5 specialists design and install garden annexs across UK-wide. Typical builds run 20–40m² and £45,000–£95,000 fully fitted.

Multi-functional garden rooms for work, rest, and play.

High quality bespoke garden rooms and pods built to last in Sussex.

Bespoke garden offices and studios designed, built, and installed across the UK.

Custom-built, super-insulated garden rooms for year-round use.

Your wooden prefab experts in the UK offering bespoke garden buildings.
A typical fully insulated garden annex in UK-wide costs between £45,000 and £95,000 in 2026, fully installed and ready to use. Below £45,000 you're usually looking at uninsulated summer houses or kit builds with thin (under 70mm) insulation that won't perform year-round.
The price range is wide because four variables drive most of the cost: floor area (typically £1,500–£2,500 per m² installed), cladding choice (cedar and larch add £1,000–£3,500 over composite), glazing package, and groundworks. Sites in UK-wide with easy vehicle access and level ground sit at the lower end; sloped or restricted-access sites can add £2,000–£5,000.
Plumbing, drainage and full building-regulations compliance push an annex well above the cost of any other garden build of the same size.
A garden annex is self-contained living accommodation — a granny annex with a kitchenette, bathroom and sleeping area. It's the most involved garden build: full insulation, hot and cold plumbing, foul drainage and heating designed for permanent occupation.
For an annex, plumbing and drainage are central — hot/cold supply, a Part G/H-compliant bathroom, a kitchenette and a heating system sized for daily living — all built to habitable-room building-regulations standards.
Most garden annexs in UK-wide fall under permitted development and don't require planning permission, provided the build is single-storey, no taller than 2.5m at the eaves (or 4m to a pitched ridge if more than 2m from any boundary), and doesn't cover more than half your garden.
National installers usually have in-house planning advisors familiar with rules across all UK councils — useful if your site is borderline permitted-development.
Unlike other garden buildings, an annex used as ancillary living accommodation almost always needs full planning permission and building-regulations sign-off, and you should check the council-tax position before committing.
UK-wide installers typically build to a specification that handles Scotland's worst weather, so you're rarely under-spec'd wherever you live.
Best for buyers in regions with thin local installer coverage — though lead times can be longer than working with a local specialist.
When comparing quotes, look beyond headline prices. The four quality markers that matter most are: insulation depth (aim for 100mm minimum), structural warranty (10 years is standard, 25 is excellent), build approach (bespoke vs modular vs kit), and whether they handle planning and groundworks themselves or sub-contract them.
Ask to visit a previous garden annex build in UK-wide before signing — most reputable installers will arrange this. Check that the company has been trading for at least 3–5 years and look for consistent independent reviews on Trustpilot, Google and Houzz.
Always get at least three quotes, with itemised pricing for foundations, structure, glazing and electrics so you can compare apples-to-apples. Be wary of any quote significantly cheaper than the others — corners are usually being cut on insulation, glazing or warranty.
Yes — annexes used as ancillary living accommodation usually require full planning permission and must comply with building regulations for habitable rooms.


--- EXERCISE AIM ---
The reply should reproduce every line of the data below word for word, minus any images.

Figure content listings
------------------------------------------------------------
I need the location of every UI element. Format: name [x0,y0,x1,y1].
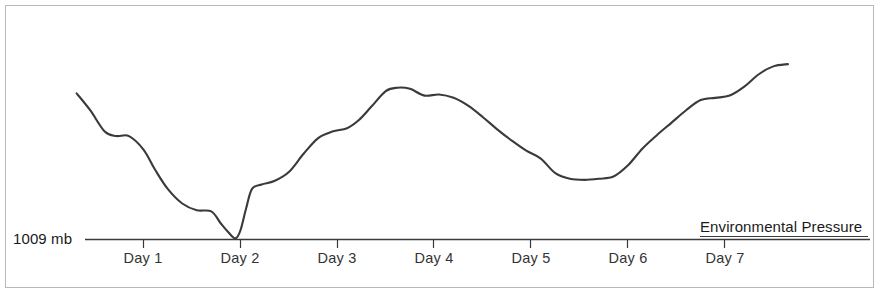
series-name-label: Environmental Pressure [700,218,862,235]
axis-ticks [144,240,725,249]
tick-label-day-4: Day 4 [415,250,454,266]
pressure-trace-line [77,64,788,238]
tick-label-day-3: Day 3 [318,250,357,266]
tick-label-day-1: Day 1 [124,250,163,266]
baseline-value-label: 1009 mb [13,230,72,247]
tick-label-day-6: Day 6 [609,250,648,266]
tick-label-day-5: Day 5 [512,250,551,266]
tick-label-day-2: Day 2 [221,250,260,266]
pressure-chart-figure: 1009 mb Environmental Pressure Day 1 Day… [0,0,879,296]
tick-label-day-7: Day 7 [706,250,745,266]
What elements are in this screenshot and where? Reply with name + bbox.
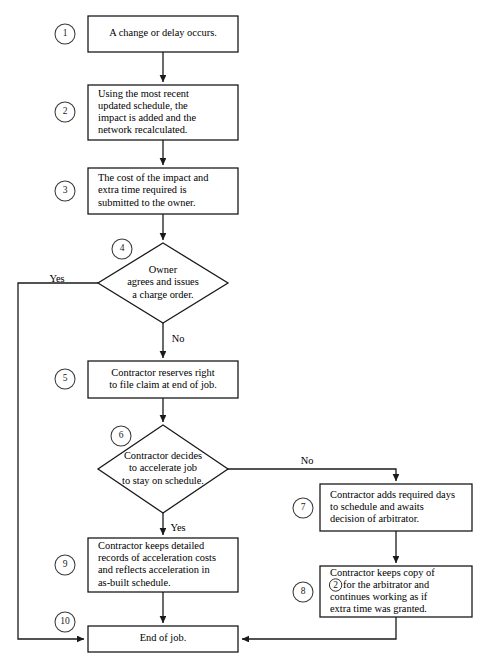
node-text-line: to stay on schedule. <box>122 475 204 486</box>
branch-label-no4: No <box>172 333 185 344</box>
node-text-line: impact is added and the <box>98 112 196 123</box>
flow-node-5[interactable]: Contractor reserves rightto file claim a… <box>55 361 238 398</box>
nodes-layer: A change or delay occurs.1Using the most… <box>55 16 472 652</box>
step-badge-number-10: 10 <box>60 616 70 626</box>
step-badge-number-1: 1 <box>63 28 68 38</box>
flow-node-10[interactable]: End of job.10 <box>55 612 238 652</box>
branch-label-yes6: Yes <box>170 522 185 533</box>
step-badge-number-8: 8 <box>301 586 306 596</box>
step-badge-number-4: 4 <box>120 243 125 253</box>
node-text-line: Contractor decides <box>124 450 202 461</box>
flow-node-9[interactable]: Contractor keeps detailedrecords of acce… <box>55 538 238 592</box>
node-text-line: extra time was granted. <box>330 603 427 614</box>
flowchart-canvas: A change or delay occurs.1Using the most… <box>0 0 484 666</box>
node-text-line: agrees and issues <box>127 276 199 287</box>
node-text-line: submitted to the owner. <box>98 197 196 208</box>
connector-c8-10 <box>242 617 396 639</box>
node-text-line: continues working as if <box>330 591 428 602</box>
connector-c6-no <box>228 469 396 481</box>
node-text-line: A change or delay occurs. <box>109 27 217 38</box>
flow-node-3[interactable]: The cost of the impact andextra time req… <box>55 168 238 214</box>
branch-label-no6: No <box>301 455 314 466</box>
step-badge-number-3: 3 <box>63 185 68 195</box>
node-text-line: Contractor adds required days <box>330 489 455 500</box>
step-badge-number-5: 5 <box>63 373 68 383</box>
node-text-line: updated schedule, the <box>98 100 188 111</box>
flowchart-container: A change or delay occurs.1Using the most… <box>0 0 484 666</box>
node-text-line: and reflects acceleration in <box>98 564 210 575</box>
step-badge-number-9: 9 <box>63 559 68 569</box>
flow-node-2[interactable]: Using the most recentupdated schedule, t… <box>55 85 238 140</box>
flow-node-4[interactable]: Owneragrees and issuesa charge order.4 <box>98 239 228 323</box>
node-text-line: to accelerate job <box>129 462 197 473</box>
node-text-line: decision of arbitrator. <box>330 513 419 524</box>
branch-label-yes4: Yes <box>49 273 64 284</box>
flow-node-6[interactable]: Contractor decidesto accelerate jobto st… <box>98 425 228 513</box>
flow-node-7[interactable]: Contractor adds required daysto schedule… <box>293 484 472 531</box>
flow-node-1[interactable]: A change or delay occurs.1 <box>55 16 238 52</box>
node-text-line: network recalculated. <box>98 124 187 135</box>
node-text-line: records of acceleration costs <box>98 552 216 563</box>
flow-node-8[interactable]: Contractor keeps copy of2for the arbitra… <box>293 566 472 617</box>
node-text-line: to schedule and awaits <box>330 501 424 512</box>
step-badge-number-6: 6 <box>119 430 124 440</box>
step-badge-number-7: 7 <box>301 502 306 512</box>
node-text-line: for the arbitrator and <box>343 579 430 590</box>
step-badge-number-2: 2 <box>63 106 68 116</box>
inline-step-ref-number: 2 <box>333 580 338 590</box>
node-text-line: The cost of the impact and <box>98 172 209 183</box>
node-text-line: extra time required is <box>98 184 187 195</box>
node-text-line: End of job. <box>140 632 186 643</box>
node-text-line: Using the most recent <box>98 88 189 99</box>
node-text-line: Contractor keeps copy of <box>330 567 435 578</box>
node-text-line: Contractor keeps detailed <box>98 540 205 551</box>
node-text-line: as-built schedule. <box>98 577 171 588</box>
node-text-line: a charge order. <box>132 289 193 300</box>
connector-c4-yes <box>18 283 98 639</box>
node-text-line: to file claim at end of job. <box>109 379 217 390</box>
node-text-line: Contractor reserves right <box>111 367 214 378</box>
node-text-line: Owner <box>149 264 178 275</box>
------------------------------------------------------------
--- RESPONSE FOR THIS EXERCISE ---
I need the location of every UI element. Format: name [x0,y0,x1,y1].
series-name-label: Environmental Pressure [700,218,862,235]
axis-ticks [144,240,725,249]
tick-label-day-4: Day 4 [415,250,454,266]
pressure-trace-line [77,64,788,238]
tick-label-day-3: Day 3 [318,250,357,266]
tick-label-day-1: Day 1 [124,250,163,266]
baseline-value-label: 1009 mb [13,230,72,247]
tick-label-day-6: Day 6 [609,250,648,266]
tick-label-day-5: Day 5 [512,250,551,266]
tick-label-day-2: Day 2 [221,250,260,266]
pressure-chart-figure: 1009 mb Environmental Pressure Day 1 Day… [0,0,879,296]
tick-label-day-7: Day 7 [706,250,745,266]
What elements are in this screenshot and where? Reply with name + bbox.
node-text-line: to stay on schedule. <box>122 475 204 486</box>
branch-label-no4: No <box>172 333 185 344</box>
node-text-line: impact is added and the <box>98 112 196 123</box>
flow-node-5[interactable]: Contractor reserves rightto file claim a… <box>55 361 238 398</box>
nodes-layer: A change or delay occurs.1Using the most… <box>55 16 472 652</box>
step-badge-number-10: 10 <box>60 616 70 626</box>
step-badge-number-1: 1 <box>63 28 68 38</box>
flow-node-10[interactable]: End of job.10 <box>55 612 238 652</box>
branch-label-yes6: Yes <box>170 522 185 533</box>
step-badge-number-8: 8 <box>301 586 306 596</box>
step-badge-number-4: 4 <box>120 243 125 253</box>
node-text-line: Contractor decides <box>124 450 202 461</box>
flow-node-9[interactable]: Contractor keeps detailedrecords of acce… <box>55 538 238 592</box>
node-text-line: extra time was granted. <box>330 603 427 614</box>
flowchart-canvas: A change or delay occurs.1Using the most… <box>0 0 484 666</box>
node-text-line: agrees and issues <box>127 276 199 287</box>
node-text-line: submitted to the owner. <box>98 197 196 208</box>
connector-c8-10 <box>242 617 396 639</box>
node-text-line: continues working as if <box>330 591 428 602</box>
connector-c6-no <box>228 469 396 481</box>
node-text-line: A change or delay occurs. <box>109 27 217 38</box>
flow-node-3[interactable]: The cost of the impact andextra time req… <box>55 168 238 214</box>
branch-label-no6: No <box>301 455 314 466</box>
step-badge-number-3: 3 <box>63 185 68 195</box>
node-text-line: Contractor adds required days <box>330 489 455 500</box>
step-badge-number-5: 5 <box>63 373 68 383</box>
node-text-line: updated schedule, the <box>98 100 188 111</box>
flowchart-container: A change or delay occurs.1Using the most… <box>0 0 484 666</box>
node-text-line: and reflects acceleration in <box>98 564 210 575</box>
step-badge-number-9: 9 <box>63 559 68 569</box>
flow-node-2[interactable]: Using the most recentupdated schedule, t… <box>55 85 238 140</box>
flow-node-4[interactable]: Owneragrees and issuesa charge order.4 <box>98 239 228 323</box>
node-text-line: to accelerate job <box>129 462 197 473</box>
node-text-line: decision of arbitrator. <box>330 513 419 524</box>
branch-label-yes4: Yes <box>49 273 64 284</box>
flow-node-6[interactable]: Contractor decidesto accelerate jobto st… <box>98 425 228 513</box>
flow-node-7[interactable]: Contractor adds required daysto schedule… <box>293 484 472 531</box>
flow-node-1[interactable]: A change or delay occurs.1 <box>55 16 238 52</box>
node-text-line: network recalculated. <box>98 124 187 135</box>
node-text-line: records of acceleration costs <box>98 552 216 563</box>
flow-node-8[interactable]: Contractor keeps copy of2for the arbitra… <box>293 566 472 617</box>
node-text-line: to schedule and awaits <box>330 501 424 512</box>
step-badge-number-6: 6 <box>119 430 124 440</box>
step-badge-number-7: 7 <box>301 502 306 512</box>
node-text-line: for the arbitrator and <box>343 579 430 590</box>
step-badge-number-2: 2 <box>63 106 68 116</box>
inline-step-ref-number: 2 <box>333 580 338 590</box>
node-text-line: The cost of the impact and <box>98 172 209 183</box>
node-text-line: extra time required is <box>98 184 187 195</box>
node-text-line: End of job. <box>140 632 186 643</box>
node-text-line: Using the most recent <box>98 88 189 99</box>
node-text-line: Contractor keeps copy of <box>330 567 435 578</box>
node-text-line: Contractor keeps detailed <box>98 540 205 551</box>
node-text-line: as-built schedule. <box>98 577 171 588</box>
node-text-line: a charge order. <box>132 289 193 300</box>
connector-c4-yes <box>18 283 98 639</box>
node-text-line: to file claim at end of job. <box>109 379 217 390</box>
node-text-line: Contractor reserves right <box>111 367 214 378</box>
node-text-line: Owner <box>149 264 178 275</box>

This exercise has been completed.